Gabriel Bethlen - the "New Gideon" or an Unreliable Ally?
by George Gömöri
In The Penguin Dictionary of English and European History 1485-1789, Gábor Bethlen, Prince of Transylvania, receives an entry to himself, the only Hungarian so distinguished. He is even specifically referred to, as George Gömöri points out, in Ben Jonson's play The Staple of the News (1626), an indication of Protestant England's interest in a Prince willing to take up arms for the Protestant cause. Here the reason for such interest is traced, illustrated by extracts from some newsbooks and a cosmography in which Bethlen figures.
"If there is till a God..."
by Endre Lábass
Endre Lábass, an author and photographer extraordinaire of his native Budapest, captures the atmosphere of the Gozsdu Court, now under threat from developers, an amazing sequence of courtyards and atriums interconnected to each other for over 200 metres and built by a wealthy philanthropist to finance the education of children of the Romanian ethnic minority. Some of its history he portrays through his memoir of Uncle Bandi, who had run a barber's shop there from 1926 on, which the author visited regularly to play chess, use the telephone and pass the time of day. "I've been here since the Horthy era. I survived the Arrow Cross period, survived the post-war coalition years, then the Rákosi and Kádár eras." Uncle Bandi reminisces on the denizens and visitors to the Court through these turbulent years, on mushroom gathering expeditions with the Orthodox priest, on chandeliers and marriage certificates.
The Gozsdu Courtyard and the Jewish Triangle
by György Szegő
"Today little is left of what used to be a checkered board of extraordinary ethnic diversity of cities within the city," writes György Szegő, the editor of the bi-monthly architectural journal Új Építőművészet, in the second of the two articles here devoted to a quarter in the heart of the city, part of the city yet self-contained, both residential and partly occupied by small tradesmen and craftsmen, just as London's Covent Garden and Les Halles in Paris once were. His article focuses on the topography, buildings, architects and residents who created this vibrant quarter.
The quarter was recently declared a World Heritage site and these articles are illustrated.
An Old Man in Pince-Nez
by György Báron
Márta Mészáros: A temetetlen halott (The Unburied Dead)

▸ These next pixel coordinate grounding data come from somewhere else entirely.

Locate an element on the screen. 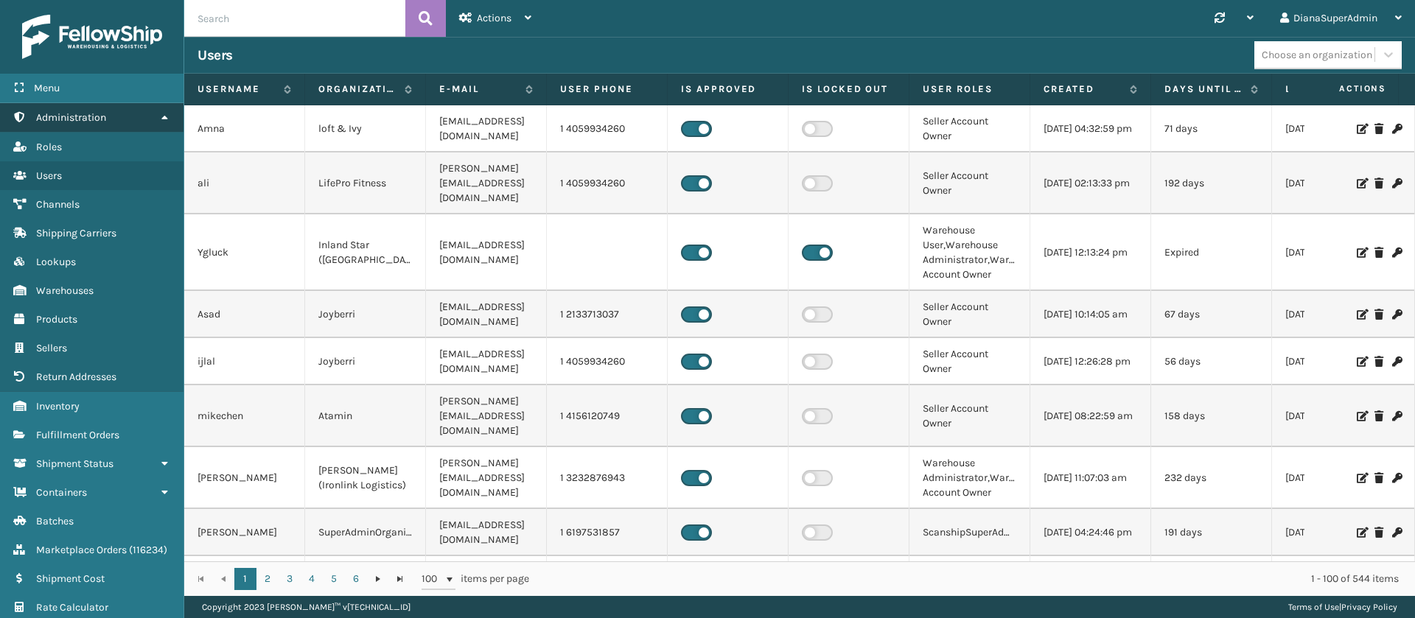  td: SuperAdminOrganization is located at coordinates (365, 533).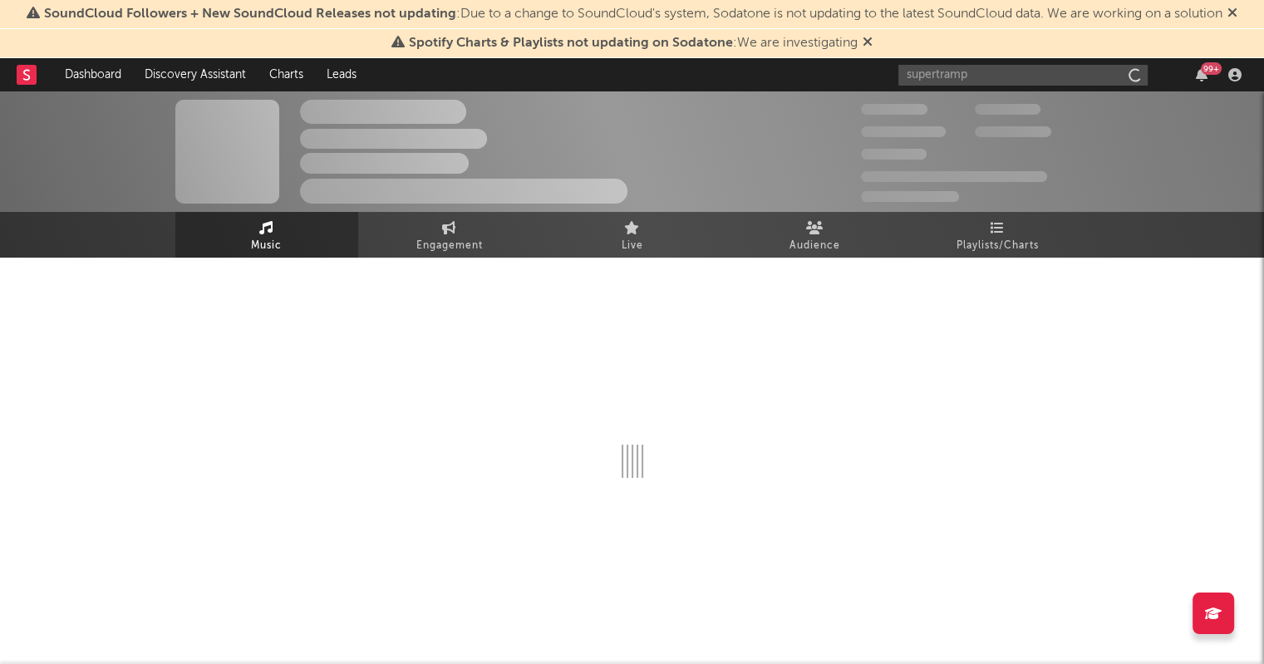 Image resolution: width=1264 pixels, height=664 pixels. Describe the element at coordinates (195, 75) in the screenshot. I see `a: Discovery Assistant` at that location.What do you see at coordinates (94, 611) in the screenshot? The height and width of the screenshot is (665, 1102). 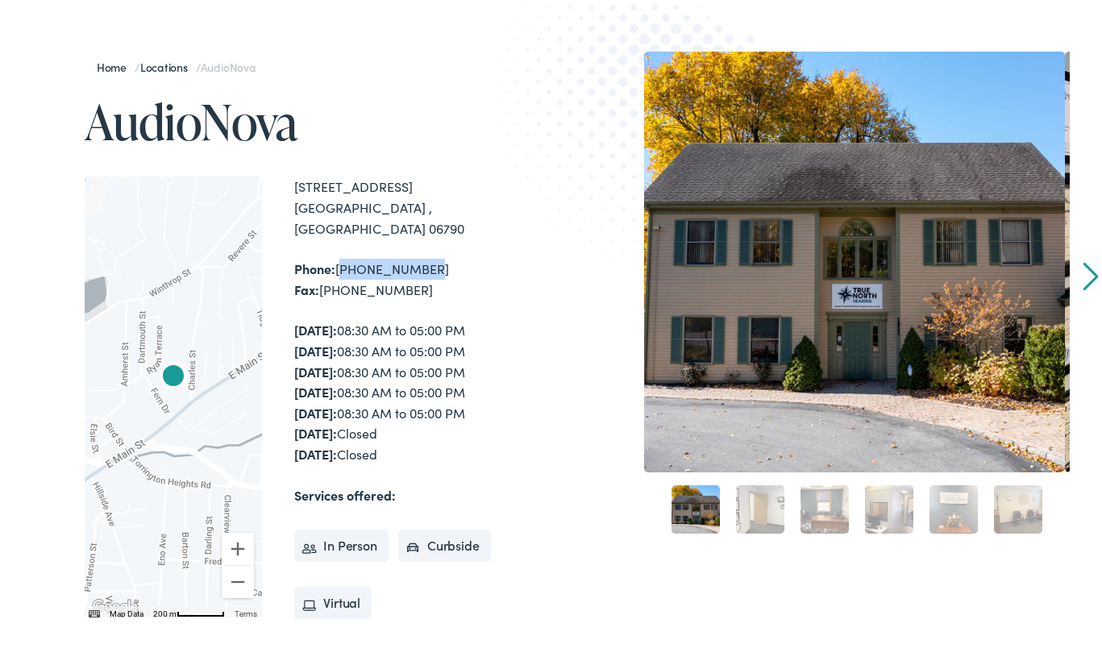 I see `button: Keyboard shortcuts` at bounding box center [94, 611].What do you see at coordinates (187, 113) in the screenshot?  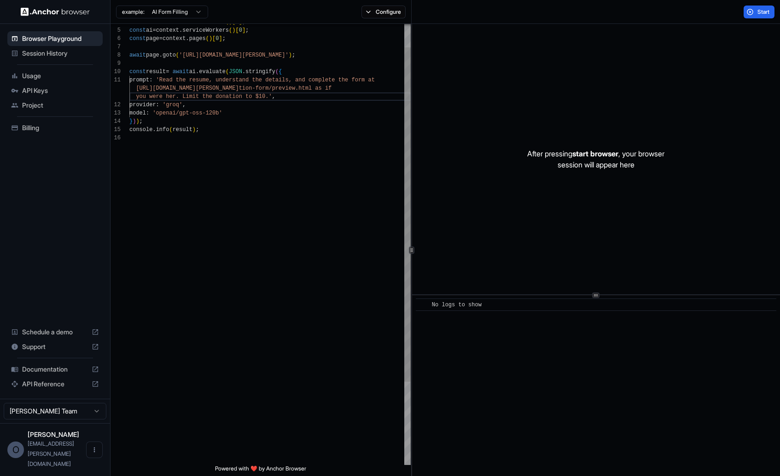 I see `span: 'openai/gpt-oss-120b'` at bounding box center [187, 113]. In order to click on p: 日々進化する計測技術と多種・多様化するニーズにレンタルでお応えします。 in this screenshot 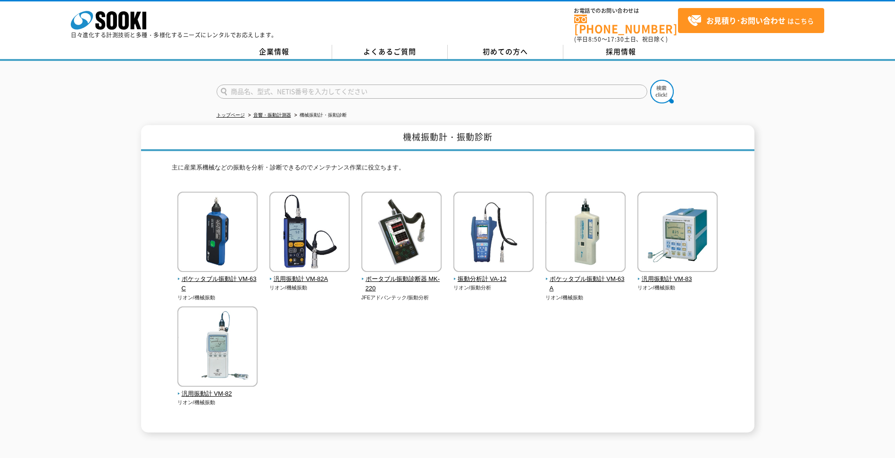, I will do `click(174, 35)`.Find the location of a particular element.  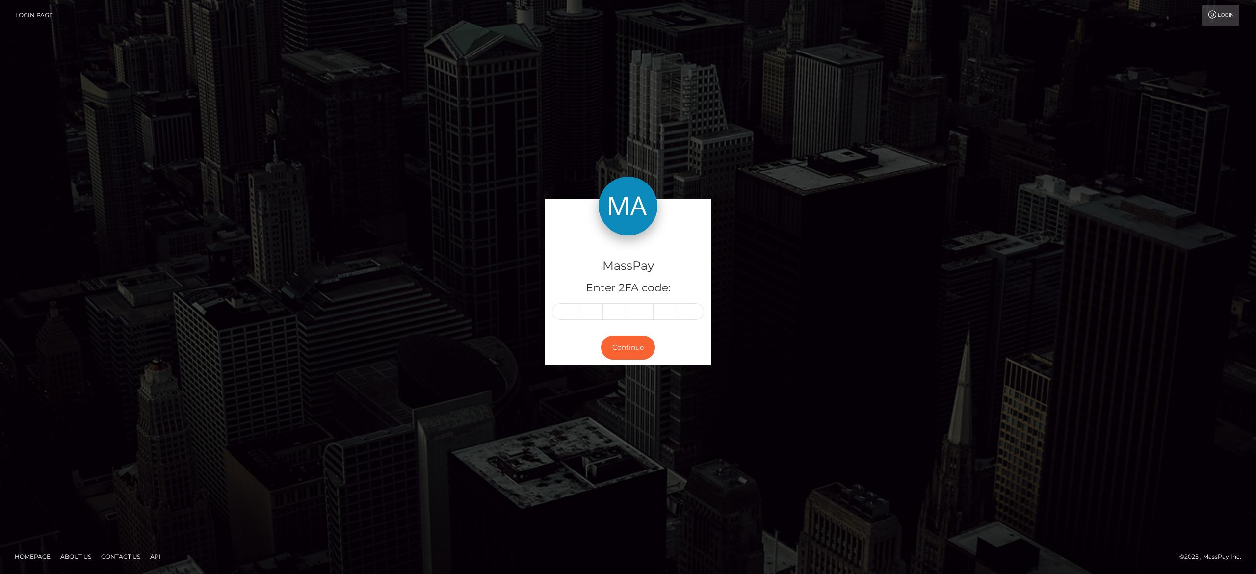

"The Unburied Dead is the first post-1989 work on the 1956 Revolution and its martyred Prime Minister that merits critical attention," comments the critic György Báron on Márta Mészáros's latest film. He examines the paradox whereby some films made during the censorship years succeeded in "evoking the days of revolution without mendacity or equivocation" whereas more recent work devoted directly to the Revolution is distinctly unsatisfactory. Here the central figure is Imre Nagy, the Revolution's prime minister, who haunted Kádár's conscience after he had him executed in 1958 like Banquo haunted Macbeth. (The Shakesperean parallel is almost a cliché in Hungary, heightened by Kádár dying in raving senile incoherence on the very day in 1989 that the Supreme Court overturned Nagy's conviction and rehabilitated him.) For all that the film fails to explore much of its protagonist's motivation and background, the review judges it as a sound attempt to cover the basic history of the Revolution.